Evil, Unconscious, and Meaning in History. Outline of a Phenomenological Critique of Utopian-Historiodicial Politics

Abstract
Politics presupposes an understanding of meaning in history, according to which it manages the actions that accord with or serve this meaning (as an ultimate good). The aim of this paper is to examine the process by which meaning in history is formed, as well as its character. To do this, I employ suitably modified phenomenological analyses of intentional consciousness to bring them as close as possible to the thematic of the psychoanalytic unconscious. I first try to sketch the basis on which the modern problem of meaning in history arises and the fundamental responses produced by modern philosophy. Then, I delineate two basic understandings of meaning in history as developed by the founders of Phenomenology, Husserl and Heidegger, which are surprisingly close to those of modern metaphysics. Next, I draft the process by which the topic of the unconscious surfaces in the context of difficulties faced by critical epistemology in its effort to penetrate the unperceivable folds of reality, which should be acknowledged as a precondition of experience but also of action and ethics. After this, a brief phenomenological account regarding action and praxis in response to evil is presented as a specific concretization of this philosophy after its vaccination with the thematic of the unconscious. Next, I examine MerleauPonty’s final, although ultimately failed, attempt to construct a phenomenological proof of the possibility of objective knowledge regarding historical meaning. In addition, I consider how persistent maintenance of the ideologically optimistic reading of history simply concocts political action that crucially exposes humanity to the danger of perpetrating what Arendt called “banal evil.” The question, then, is whether Phenomenology can offer a non-nihilistic understanding of existence, action, and events in history. I argue that a cautious non-Marxist and de-Messianized reinterpretation of Benjamin’s “Theses on the Philosophy of History” (1940), in tandem with an Aristotelian analysis of praxis and Kantian-Arendtian “common sense,” offers a sober, perspectivist, realistic understanding of the place of humans in the cosmos and of the historical course we happen to take in it.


### Exercise description
Go through the entries below and work out how many lines include "further". Answer with the number only.

### Records provided
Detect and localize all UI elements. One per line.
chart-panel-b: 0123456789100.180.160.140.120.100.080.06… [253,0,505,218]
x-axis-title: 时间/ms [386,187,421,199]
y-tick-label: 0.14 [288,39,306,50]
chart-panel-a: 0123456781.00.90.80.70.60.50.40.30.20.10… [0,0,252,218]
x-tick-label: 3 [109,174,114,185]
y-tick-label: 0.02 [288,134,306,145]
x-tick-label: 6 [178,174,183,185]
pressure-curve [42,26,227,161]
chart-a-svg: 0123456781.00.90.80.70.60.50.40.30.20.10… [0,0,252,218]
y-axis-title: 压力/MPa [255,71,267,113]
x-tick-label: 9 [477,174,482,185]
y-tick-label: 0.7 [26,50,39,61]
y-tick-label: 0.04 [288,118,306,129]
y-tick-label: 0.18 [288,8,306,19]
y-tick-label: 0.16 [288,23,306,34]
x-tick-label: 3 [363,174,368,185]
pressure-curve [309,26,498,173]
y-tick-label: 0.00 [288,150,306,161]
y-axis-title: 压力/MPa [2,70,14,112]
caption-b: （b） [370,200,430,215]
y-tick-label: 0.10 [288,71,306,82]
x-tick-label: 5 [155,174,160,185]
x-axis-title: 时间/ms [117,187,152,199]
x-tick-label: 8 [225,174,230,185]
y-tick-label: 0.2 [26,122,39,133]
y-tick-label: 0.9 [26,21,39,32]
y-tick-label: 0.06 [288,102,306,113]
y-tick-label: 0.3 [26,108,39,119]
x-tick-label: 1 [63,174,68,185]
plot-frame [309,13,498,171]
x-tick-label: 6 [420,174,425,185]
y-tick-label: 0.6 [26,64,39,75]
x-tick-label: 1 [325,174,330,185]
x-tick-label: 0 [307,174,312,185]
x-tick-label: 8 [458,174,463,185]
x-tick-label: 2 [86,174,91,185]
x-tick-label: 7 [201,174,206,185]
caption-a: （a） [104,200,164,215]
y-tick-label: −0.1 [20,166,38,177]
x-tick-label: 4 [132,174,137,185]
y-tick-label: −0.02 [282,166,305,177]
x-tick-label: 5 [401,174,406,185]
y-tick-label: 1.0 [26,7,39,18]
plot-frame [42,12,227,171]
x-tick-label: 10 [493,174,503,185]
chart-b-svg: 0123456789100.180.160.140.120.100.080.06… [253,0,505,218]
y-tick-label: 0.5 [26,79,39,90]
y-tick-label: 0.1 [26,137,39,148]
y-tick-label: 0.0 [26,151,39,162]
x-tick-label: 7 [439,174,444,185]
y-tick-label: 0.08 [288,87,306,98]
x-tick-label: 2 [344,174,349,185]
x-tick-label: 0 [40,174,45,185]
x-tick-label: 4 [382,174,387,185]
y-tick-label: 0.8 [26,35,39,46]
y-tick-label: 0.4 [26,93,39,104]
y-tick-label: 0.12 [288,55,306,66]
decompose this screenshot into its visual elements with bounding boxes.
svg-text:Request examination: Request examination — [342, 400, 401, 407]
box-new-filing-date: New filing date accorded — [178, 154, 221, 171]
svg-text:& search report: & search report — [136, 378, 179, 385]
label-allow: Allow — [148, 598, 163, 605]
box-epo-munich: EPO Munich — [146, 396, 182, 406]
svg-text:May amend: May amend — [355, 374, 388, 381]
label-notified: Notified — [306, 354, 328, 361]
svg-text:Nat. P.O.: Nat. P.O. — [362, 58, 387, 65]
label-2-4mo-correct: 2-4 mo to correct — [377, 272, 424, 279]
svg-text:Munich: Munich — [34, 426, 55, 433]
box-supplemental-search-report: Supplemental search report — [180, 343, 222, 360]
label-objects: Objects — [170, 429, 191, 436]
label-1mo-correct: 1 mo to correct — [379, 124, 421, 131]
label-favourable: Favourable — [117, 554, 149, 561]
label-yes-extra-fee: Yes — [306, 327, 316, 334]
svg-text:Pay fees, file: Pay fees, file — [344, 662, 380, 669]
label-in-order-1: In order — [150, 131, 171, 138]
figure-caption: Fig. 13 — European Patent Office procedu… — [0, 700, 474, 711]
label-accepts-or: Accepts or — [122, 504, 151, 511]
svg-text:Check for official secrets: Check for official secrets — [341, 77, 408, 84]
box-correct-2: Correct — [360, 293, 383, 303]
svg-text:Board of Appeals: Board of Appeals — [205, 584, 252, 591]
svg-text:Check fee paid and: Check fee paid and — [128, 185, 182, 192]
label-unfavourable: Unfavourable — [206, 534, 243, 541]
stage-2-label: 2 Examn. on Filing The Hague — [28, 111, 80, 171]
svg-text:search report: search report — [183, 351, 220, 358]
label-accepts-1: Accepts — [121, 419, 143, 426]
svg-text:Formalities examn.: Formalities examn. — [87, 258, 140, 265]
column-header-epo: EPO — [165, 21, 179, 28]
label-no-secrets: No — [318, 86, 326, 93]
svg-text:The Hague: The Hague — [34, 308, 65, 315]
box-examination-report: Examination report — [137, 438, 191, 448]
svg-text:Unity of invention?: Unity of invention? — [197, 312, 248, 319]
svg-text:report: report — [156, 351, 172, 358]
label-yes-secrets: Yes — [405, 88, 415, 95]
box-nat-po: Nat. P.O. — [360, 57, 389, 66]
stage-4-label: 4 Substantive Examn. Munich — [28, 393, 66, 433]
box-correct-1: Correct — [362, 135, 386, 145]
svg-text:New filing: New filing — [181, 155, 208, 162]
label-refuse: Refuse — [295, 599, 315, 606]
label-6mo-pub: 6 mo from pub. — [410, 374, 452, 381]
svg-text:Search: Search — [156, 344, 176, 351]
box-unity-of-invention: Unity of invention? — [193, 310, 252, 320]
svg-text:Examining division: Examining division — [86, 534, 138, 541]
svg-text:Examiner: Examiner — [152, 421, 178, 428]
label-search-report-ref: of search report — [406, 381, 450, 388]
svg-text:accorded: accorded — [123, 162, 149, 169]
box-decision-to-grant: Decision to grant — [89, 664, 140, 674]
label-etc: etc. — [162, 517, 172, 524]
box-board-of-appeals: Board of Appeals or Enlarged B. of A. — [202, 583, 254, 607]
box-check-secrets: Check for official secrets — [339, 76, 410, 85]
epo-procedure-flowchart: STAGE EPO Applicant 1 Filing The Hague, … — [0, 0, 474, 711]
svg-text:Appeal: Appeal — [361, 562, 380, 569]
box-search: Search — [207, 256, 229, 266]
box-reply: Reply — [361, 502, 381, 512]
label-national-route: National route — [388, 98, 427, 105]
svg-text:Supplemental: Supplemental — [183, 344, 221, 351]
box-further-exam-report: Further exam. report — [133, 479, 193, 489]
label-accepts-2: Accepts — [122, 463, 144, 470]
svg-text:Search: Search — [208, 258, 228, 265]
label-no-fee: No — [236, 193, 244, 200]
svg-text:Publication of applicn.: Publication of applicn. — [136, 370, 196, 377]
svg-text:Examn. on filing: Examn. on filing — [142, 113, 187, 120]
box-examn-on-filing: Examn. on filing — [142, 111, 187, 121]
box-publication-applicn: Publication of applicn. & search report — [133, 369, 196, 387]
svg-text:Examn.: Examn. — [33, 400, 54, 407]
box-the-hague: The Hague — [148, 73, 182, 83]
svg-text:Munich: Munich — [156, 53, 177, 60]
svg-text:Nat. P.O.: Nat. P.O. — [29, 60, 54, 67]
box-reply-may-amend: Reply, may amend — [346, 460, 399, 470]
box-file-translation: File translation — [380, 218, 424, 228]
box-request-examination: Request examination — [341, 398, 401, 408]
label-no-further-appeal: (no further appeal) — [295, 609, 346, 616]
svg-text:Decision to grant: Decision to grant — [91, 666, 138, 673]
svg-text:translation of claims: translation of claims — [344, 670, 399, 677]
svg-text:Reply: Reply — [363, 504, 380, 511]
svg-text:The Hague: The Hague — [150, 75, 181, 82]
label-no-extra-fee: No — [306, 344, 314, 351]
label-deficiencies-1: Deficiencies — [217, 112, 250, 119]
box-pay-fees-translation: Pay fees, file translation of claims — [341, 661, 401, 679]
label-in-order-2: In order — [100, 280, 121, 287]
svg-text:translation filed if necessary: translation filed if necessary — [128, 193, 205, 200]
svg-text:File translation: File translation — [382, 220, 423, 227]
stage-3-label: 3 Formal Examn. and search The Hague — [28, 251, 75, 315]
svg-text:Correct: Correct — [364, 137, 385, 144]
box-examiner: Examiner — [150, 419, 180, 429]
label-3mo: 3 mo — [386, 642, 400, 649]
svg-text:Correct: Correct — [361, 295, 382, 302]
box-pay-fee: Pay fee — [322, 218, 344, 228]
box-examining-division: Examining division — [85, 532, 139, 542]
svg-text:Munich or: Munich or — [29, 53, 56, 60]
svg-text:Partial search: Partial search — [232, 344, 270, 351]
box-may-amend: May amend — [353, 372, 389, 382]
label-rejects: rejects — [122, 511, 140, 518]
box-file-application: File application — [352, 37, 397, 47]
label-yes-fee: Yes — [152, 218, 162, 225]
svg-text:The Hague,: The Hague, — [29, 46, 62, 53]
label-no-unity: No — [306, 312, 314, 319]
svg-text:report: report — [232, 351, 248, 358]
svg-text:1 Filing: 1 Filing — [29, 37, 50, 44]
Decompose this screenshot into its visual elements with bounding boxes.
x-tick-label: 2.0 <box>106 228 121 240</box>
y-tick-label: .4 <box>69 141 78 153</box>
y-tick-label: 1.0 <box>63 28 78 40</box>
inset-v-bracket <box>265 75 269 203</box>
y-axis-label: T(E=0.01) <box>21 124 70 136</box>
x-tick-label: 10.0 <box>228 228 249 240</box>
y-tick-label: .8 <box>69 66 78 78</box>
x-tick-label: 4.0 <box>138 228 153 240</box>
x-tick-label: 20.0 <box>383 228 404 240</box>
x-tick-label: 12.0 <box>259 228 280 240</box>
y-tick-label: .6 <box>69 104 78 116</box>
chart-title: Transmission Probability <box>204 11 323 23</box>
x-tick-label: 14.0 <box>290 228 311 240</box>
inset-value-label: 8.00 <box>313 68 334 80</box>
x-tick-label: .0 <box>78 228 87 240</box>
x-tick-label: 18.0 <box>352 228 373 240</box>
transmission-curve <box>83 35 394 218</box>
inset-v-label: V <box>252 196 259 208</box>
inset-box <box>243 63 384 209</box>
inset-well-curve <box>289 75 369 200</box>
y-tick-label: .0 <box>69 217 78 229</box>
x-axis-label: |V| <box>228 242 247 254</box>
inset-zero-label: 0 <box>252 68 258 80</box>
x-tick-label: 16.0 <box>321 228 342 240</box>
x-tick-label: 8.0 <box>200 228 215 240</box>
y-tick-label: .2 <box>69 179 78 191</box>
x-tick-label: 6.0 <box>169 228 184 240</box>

### Output of the task
2